Abrams Denounces GOP Redistricting After 1 Key Voting Rights Act Pillar Was Gutted

1 articles · Updated · The Guardian · May 13
  • Stacey Abrams called Republican-led redistricting "evil incarnate," saying states are using newly weakened voting-rights protections to erase majority-minority districts and entrench power before upcoming elections.
  • Two weeks after the Supreme Court's Louisiana v Callais ruling gutted a key pillar of the Voting Rights Act, Abrams said the map changes amount to intentional suppression of racial minority voting power.
  • Tennessee became her clearest example: Memphis-based District 9, the state's last majority-Black district, was split three ways, leaving all 9 congressional districts Republican-leaning.
  • Abrams urged a two-track response—keep suing even in likely losses to build a legal record, and expand voter registration and turnout in fractured districts she said now create "3 new opportunities."
  • She cast the fight as bigger than party politics, warning the US is sliding toward "competitive authoritarianism" even as demographic change points to a majority-minority country by 2046.
Can higher voter turnout truly counteract the effects of new maps designed to dilute community voting power?
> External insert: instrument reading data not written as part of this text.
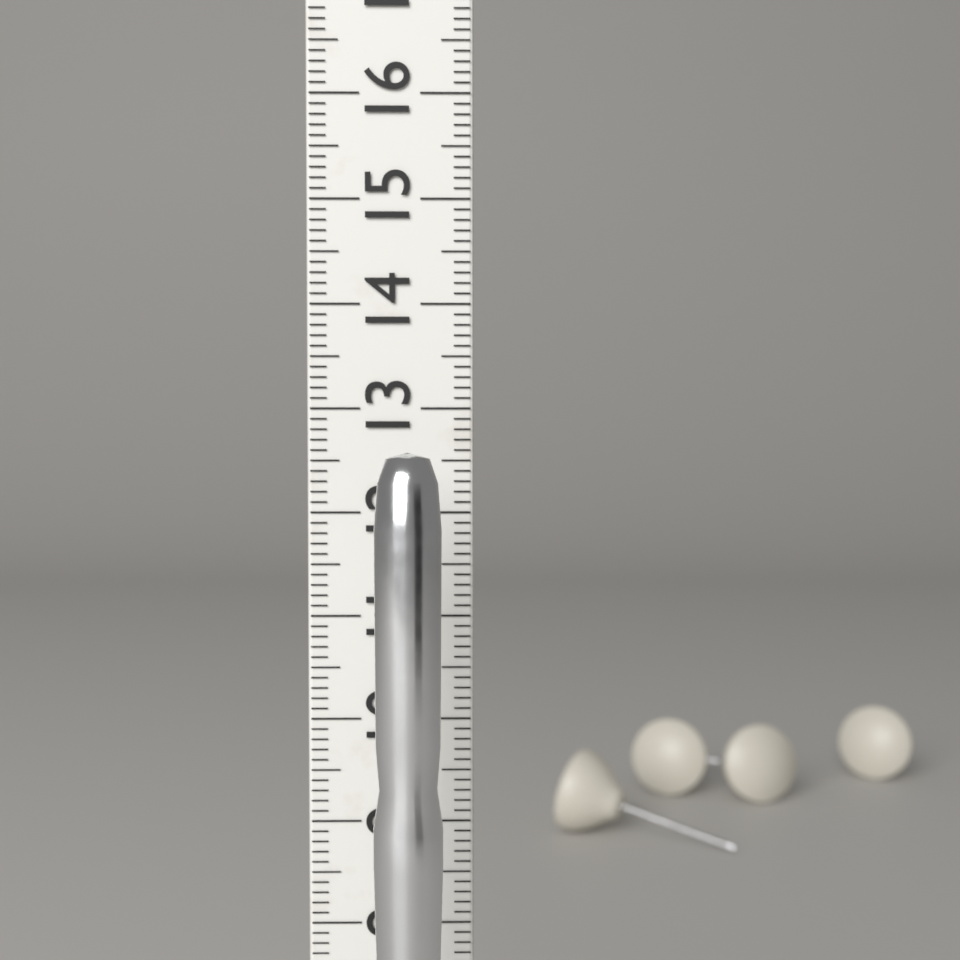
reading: 12.6 cm
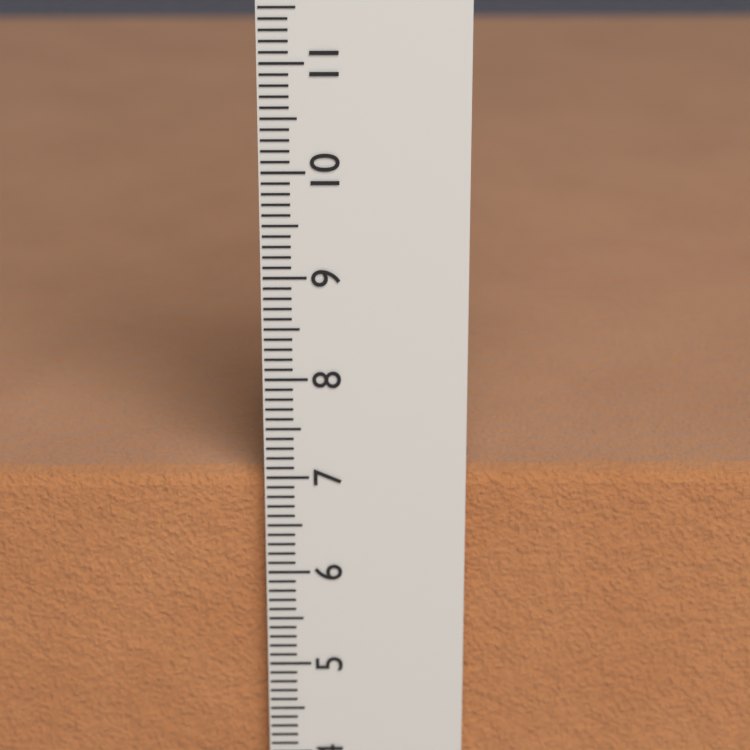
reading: 7.0 cm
Aftermath of Louisiana v. Callais: Supreme Court Ruling Reshapes Redistricting, Weakens Voting Rights Act, and Threatens Minority Representation in 2026

Overview

The U.S. Supreme Court’s ruling in Louisiana v. Callais on April 29, 2026, immediately set off a rapid and contentious response in several Republican-led states. This decision fundamentally reshaped congressional maps and election timelines, causing Louisiana to suspend its ongoing primary and prompting other states to redraw their maps even after candidate filing deadlines. Justice Ketanji Brown Jackson criticized the Court for taking sides and being inconsistent in its actions. The ruling struck down a map that had given Black voters a chance to elect candidates of their choice, upending decades of precedent and limiting options to challenge discriminatory maps.